An incoming government particularly could not do that if they decided to abolish payroll tax completely, abolish a tax on big banks and the largest developers in the ACT and strip $500 million from the ACT government’s revenue base. I believe that someone has put in writing that they intend to do that. Someone in this place, possibly the Leader of the Opposition, is planning to strip $500 million from our revenue base, providing a tax cut to the largest businesses, the multinational and national businesses that operate in the ACT.

I am not sure what their plan is. Mrs Dunne again spoke for a long time without putting forward a single policy, without giving any indication of what an incoming Liberal government might do in the health space—none whatsoever.

As well as investing, as well as continuing to invest in new beds, in new capability, in new opportunities in the community for care closer to home, we are also continuing to improve the efficiency of our health system. That has seen the average cost per separation between 2014-15 and 2017-18 decrease by almost 10 per cent—almost 10 per cent per separation. We have done even better in subacute separations.

You have to do everything, Mr Assistant Speaker. There is no single answer. There is no point in time when your plan can just be implemented for 10 years without any change, without identifying new opportunities and without responding to the circumstances that we find ourselves in. Of course, with the circumstances that we find ourselves in at the moment, there is quite likely to be a reduction in population growth over time, over the next few years, as a result of a reduction in international migration. We will need to redo our modelling on that basis. But we do not know; we live in an uncertain world.
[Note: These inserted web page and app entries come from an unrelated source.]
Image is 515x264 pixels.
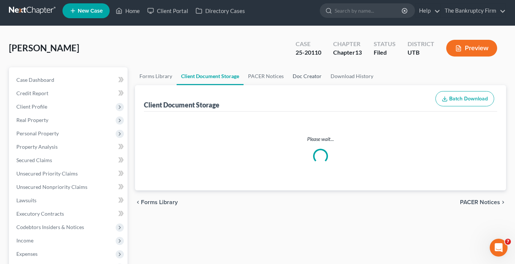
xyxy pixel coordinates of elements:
span: Unsecured Priority Claims [16,170,78,177]
span: Personal Property [16,130,59,137]
span: Expenses [16,251,38,257]
div: Chapter [333,48,362,57]
i: chevron_left [135,199,141,205]
a: Credit Report [10,87,128,100]
a: Executory Contracts [10,207,128,221]
span: Client Profile [16,103,47,110]
span: Lawsuits [16,197,36,204]
div: Case [296,40,321,48]
a: Help [416,4,441,17]
div: Filed [374,48,396,57]
a: Forms Library [135,67,177,85]
i: chevron_right [500,199,506,205]
span: Unsecured Nonpriority Claims [16,184,87,190]
div: Chapter [333,40,362,48]
span: Credit Report [16,90,48,96]
a: Directory Cases [192,4,249,17]
a: Client Portal [144,4,192,17]
span: Case Dashboard [16,77,54,83]
a: Secured Claims [10,154,128,167]
div: 25-20110 [296,48,321,57]
a: Unsecured Priority Claims [10,167,128,180]
span: Codebtors Insiders & Notices [16,224,84,230]
a: Case Dashboard [10,73,128,87]
span: Property Analysis [16,144,58,150]
span: Forms Library [141,199,178,205]
span: Income [16,237,33,244]
a: Property Analysis [10,140,128,154]
a: Unsecured Nonpriority Claims [10,180,128,194]
span: New Case [78,8,103,14]
div: District [408,40,435,48]
button: Batch Download [436,91,495,107]
a: The Bankruptcy Firm [441,4,506,17]
a: Doc Creator [288,67,326,85]
div: Status [374,40,396,48]
button: PACER Notices chevron_right [460,199,506,205]
span: 7 [505,239,511,245]
div: UTB [408,48,435,57]
span: Real Property [16,117,48,123]
div: Client Document Storage [144,100,220,109]
span: Executory Contracts [16,211,64,217]
a: PACER Notices [244,67,288,85]
button: chevron_left Forms Library [135,199,178,205]
span: Secured Claims [16,157,52,163]
a: Download History [326,67,378,85]
button: Preview [447,40,497,57]
a: Client Document Storage [177,67,244,85]
iframe: Intercom live chat [490,239,508,257]
a: Lawsuits [10,194,128,207]
span: 13 [355,49,362,56]
span: Batch Download [449,96,488,102]
span: [PERSON_NAME] [9,42,79,53]
input: Search by name... [335,4,403,17]
a: Home [112,4,144,17]
p: Please wait... [145,135,496,143]
span: PACER Notices [460,199,500,205]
To return to the issue at hand, the performance of elective surgery, I have more good news for you, Mr Assistant Speaker. Nationally, there has been a 1.2 per cent increase in elective surgery performance between 2014-15 and 2018-19. Over the same period the ACT recorded 2.4 per cent growth in elective surgery, compared to 1.2 per cent nationally. In real terms, as I said, this means over 2,000 additional elective surgeries performed in 2018-19, compared to 2014-15.